I was experimenting with Simplify in QGIS the other day and I wanted to get an idea of how many vertices were being removed from my geometries when I adjusted the Simplify settings.

I couldn’t find a quick way to see the total number of vertices for all features in a layer (I thought a number like that might be on the Information tab of layer properties, but alas, not the case) but I did figure out something that was good enough for my purposes: ogrinfo + grep + sed + wc

In this example I have a railways.gpkg GeoPackage with a railways line layer in it:

$ ogrinfo -al railways.gpkg railways | grep MULTILINESTRING | sed 's/,/\n/g' | wc -l

947

Across all of the separate line features in that layer, there are 947 vertices in total.
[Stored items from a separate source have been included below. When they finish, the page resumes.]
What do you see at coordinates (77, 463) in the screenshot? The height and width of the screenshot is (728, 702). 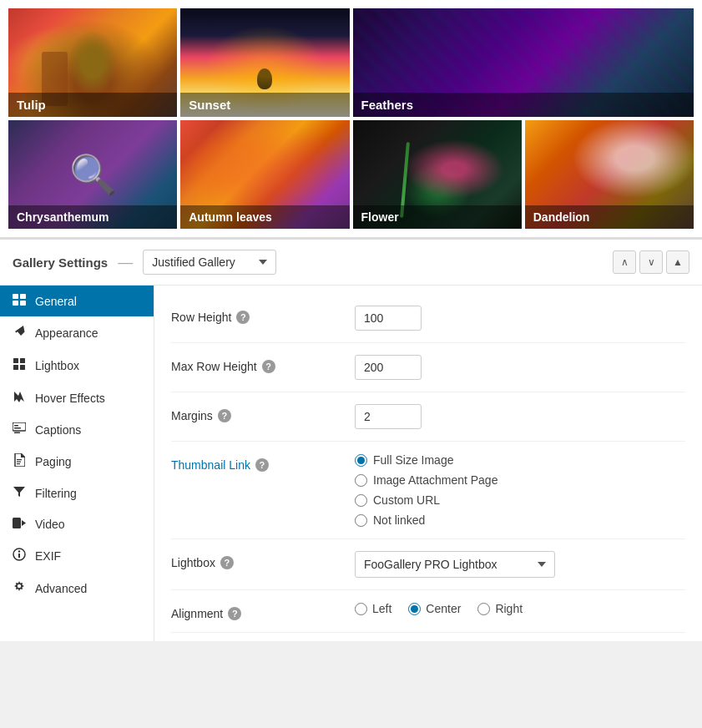 I see `sidebar-nav: General Appearance Lightbox Hover Effect…` at bounding box center [77, 463].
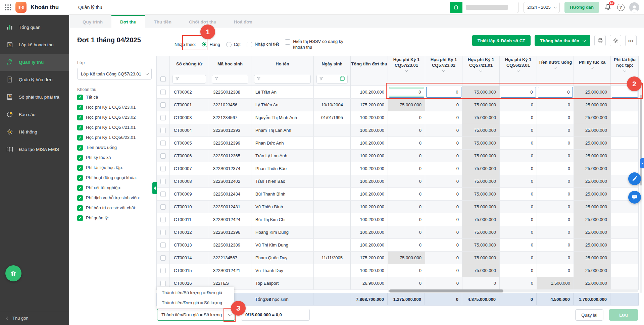 This screenshot has width=644, height=325. Describe the element at coordinates (600, 41) in the screenshot. I see `print-button` at that location.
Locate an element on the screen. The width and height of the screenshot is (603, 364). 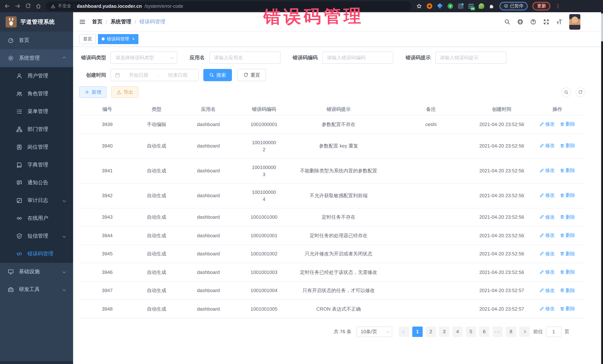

In my workflow I was then running Simplify, exporting that layer, and then seeing how many vertices I had afterwards:

$ ogrinfo -al simplify-testing.gpkg railways-01 | grep MULTILINESTRING | sed 's/,/\n/g' | wc -l

733

Then some different Simplify settings:

$ ogrinfo -al simplify-testing.gpkg railways-02 | grep MULTILINESTRING | sed 's/,/\n/g' | wc -l

473

How does it work?

  • ogrinfo -al – will show some summary information followed by all the features in the layer you specify (if you don’t specify a layer name, it will show info for all layers in the GeoPackage)
  • the features are described in Well-known text (WKT) format, so it’s plain text which can be processed fairly easily by…
  • grep – this part looks for lines containing the keyword, MULTILINESTRING in my example (with different data you might want MULTIPOLYGON) and prints only those lines
  • conveniently the entire WKT representation is a single line, so grep successfully returns everything required from the ogrinfo output needed to count all the vertices, i.e. all the coordinate pairs
  • sed 's/,/\n/g' – this part takes the output from grep and replaces any occurrences of commas , with a newline \n (I’m using GNU sed on Linux, I think BSD sed on macOS should be the same but I haven’t tested it)
  • this produces something like what you can see below… one coordinate pair per line…
  • wc -l – this counts all the lines in the output, aka all the vertices!
$ ogrinfo -al railways.gpkg railways | grep MULTILINESTRING | sed 's/,/\n/g'

  MULTILINESTRING ((326343.067914476 699952.081255119
326326.294311321 699945.679406577
326279.537614386 699929.040120446
326272.308185448 699925.635671824
326269.864460866 699923.974497699
326264.825931878 699917.292699352
326260.249880988 699913.308166329
326256.81289869 699911.65298891
326252.411784718 699910.971843371
326191.436753691 699903.306639874
326152.162691257 699897.950574015
326104.287456025 699891.741498902
326100.665299435 699890.512683497
326098.475138823 699889.158937651
326097.145730218 699886.5991274
326096.98673549 699882.070881193
326088.73999974 699881.244820814))
  MULTILINESTRING ((326088.576104651 699889.719608428
326048.426874557 699891.5713071
326010.867455132 699892.755158391
325966.641678623 699894.744934465
325912.685024184 699901.980194745
325845.325438812 699916.072416438
325803.626955977 699926.659048399
325765.153390555 699939.895373231
325728.441800731 699951.977057214

<snip>

I did find the existence of the num_points($geometry) function before doing this, but deemed that to have too many steps for my liking. Undoubtedly using that function would be more suitable in other circumstances.